The Truth Is That Nobody’s Really Sure

Back in the day before the Internet, communications was a lot simpler. There was media advertising, trade advertising, outdoor and transit advertising, public relations direct mail & promotion.

These media had been around for a long time and their reach and frequency formulae were all tried and true. You knew what you were getting and you had at least a rough expectation of result, with the actual creative and the strength of the offering being the variables.

In today’s world of online media, it’s nowhere near that simple, because virtually everything is a moving target. In order to really be seen you almost need to be ubiquitous and this no longer entails just creating one campaign and letting the media do the heavy lifting. It means generating “meaningful and engaging” content in large volumes and stimulating response from an audience with index fingers that never leave the scroll bar.
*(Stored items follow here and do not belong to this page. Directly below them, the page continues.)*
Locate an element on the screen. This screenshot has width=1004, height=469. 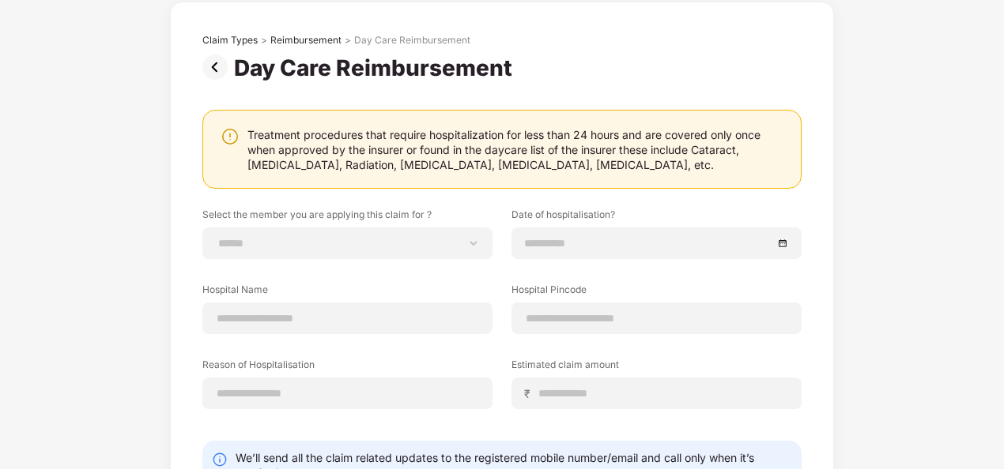
img: svg+xml;base64,PHN2ZyBpZD0iUHJldi0zMngzMiIgeG1sbnM9Imh0dHA6Ly93d3cudzMub3JnLzIwMDAvc3ZnIiB3aWR0aD... is located at coordinates (218, 67).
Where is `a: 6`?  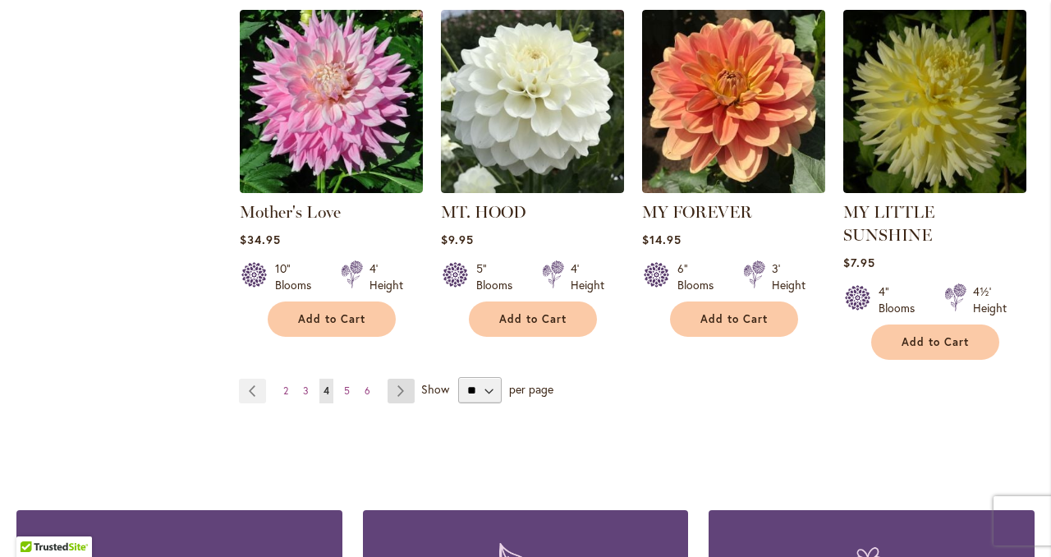
a: 6 is located at coordinates (367, 391).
And that’s just the relationship building part.

Having come from the ad agency world, I know exactly how difficult it is to come up with a single ad, commercial or campaign concept that resonates with the target audience and stimulates interest enough to trigger purchase or at the very least move you to top-of-mind status int he prospects brain.

In today’s world, I would suggest that achieving these same results through content management and social media programs is, at the very least 10 times more difficult.
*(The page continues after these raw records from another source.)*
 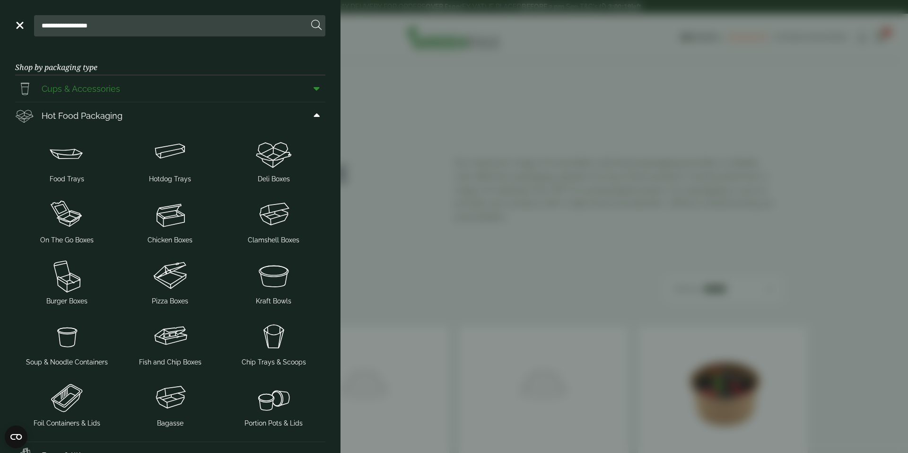 I want to click on span: Chip Trays & Scoops, so click(x=274, y=362).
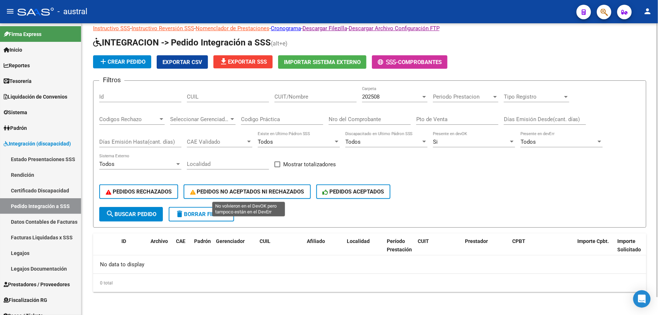 This screenshot has width=658, height=315. Describe the element at coordinates (163, 28) in the screenshot. I see `a: Instructivo Reversión SSS` at that location.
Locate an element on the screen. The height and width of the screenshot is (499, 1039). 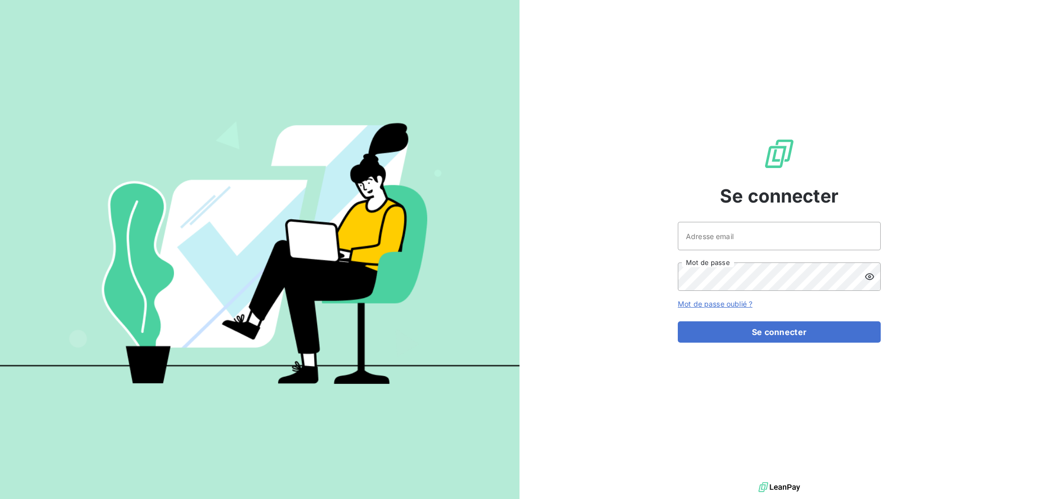
a: Mot de passe oublié ? is located at coordinates (715, 303).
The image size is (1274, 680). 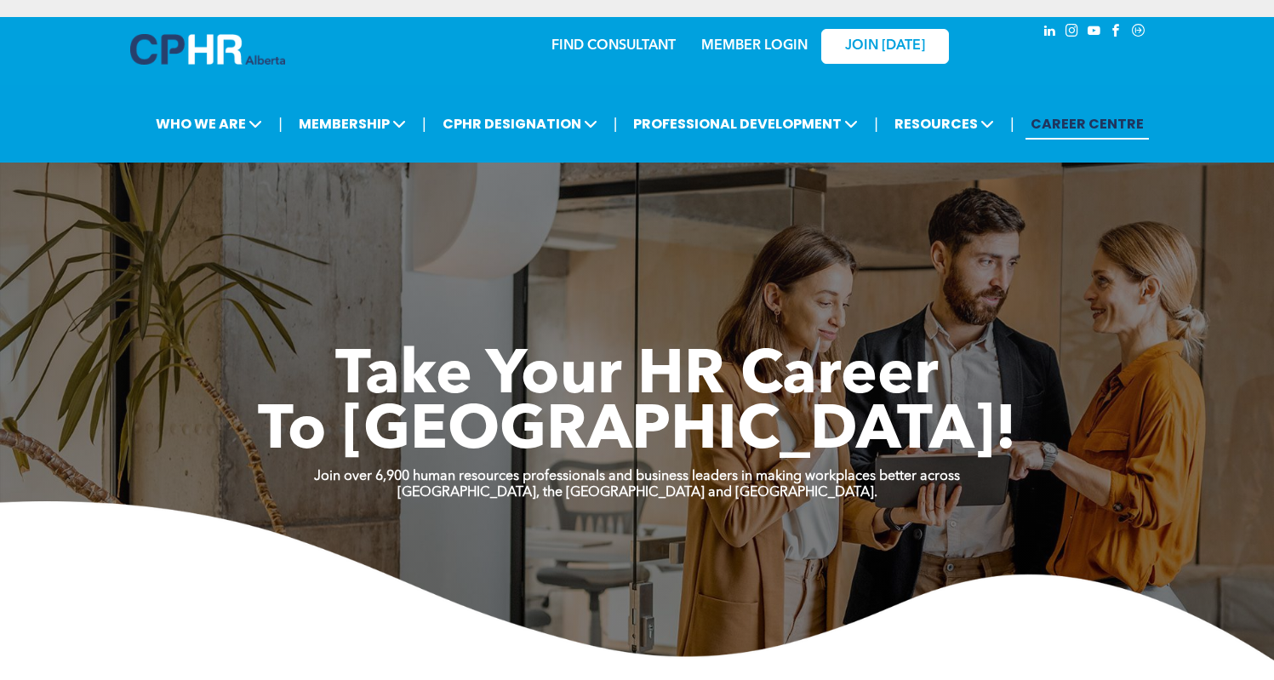 What do you see at coordinates (208, 49) in the screenshot?
I see `img: A blue and white logo for cp alberta` at bounding box center [208, 49].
The More Things Change The More You Start Wondering If Change Is Overrated.

A number of companies that I know have come full circle with digital media, and where they find themselves is exhausted from the effort to make their content management and social media programs go, and frustrated at how unbalanced the effort v result scale has become for them.

Suddenly, all the stuff they used to do…ie stuff they cut back on in order to fund their exploration into the world of content and social media marketing appears to have a whole new appeal for them.

Horses for Courses

Having said all it, it’s important to understand that internet based media is a fact of life. Whether it’s a fact of your life or not is a matter than only you can decide. And it’s a tough decision.

As businesses of all kinds enter into this particular area of marketing, there has been and will probably continue to be more failure than success. And frankly, the only way to really find out for sure is to try it for a period of time. Or wait. Because, sooner or later, viable trends will start to develop, and you will be able to get a clearer picture of the viability of these media for your business.

Right now, anybody who is using these media as part of their branding and marketing programs is, quite frankly, an Internet Marketing guinea pig. Some will win. Some will not.

It’s just the nature of the beast.

The best way to tilt the odds in your favour is to make it part of your mission to find and solicit advice from a branding or marketing company that understands how to navigate through the digital world, but has enough experience in the analog world so that their advice can be objective and balanced, between the two worlds.

a5672e1d.pngJim Murray is an experienced advertising and marketing professional and amateur photographer. He has run his own business (Onwords & Upwords), since 1989 after a 20 year career in Toronto as a senior creative person in major Canadian & international advertising agencies. He is a communication strategist, writer, art director, broadcast producer, mildly opinionated op/ed blogger & beBee Brand Ambassador.

You can follow Jim

On beBee: https://www.bebee.com/bee/jim-murray

On LinkedIn: https://www.linkedin.com/in/jim-murray-b8a3a4/

On Twitter: https://twitter.com/Jimbobmur

On Facebook: https://tinyurl.com/y97gxro4


Comments

Jerry Fletcher

5 years ago #1

Jim, Sound observations as usual. Some of us with a foot in both worlds have been asked to counsel some of the new agencies. Try that if you want to see where folks that don't know what they don't know leads. And so it goes.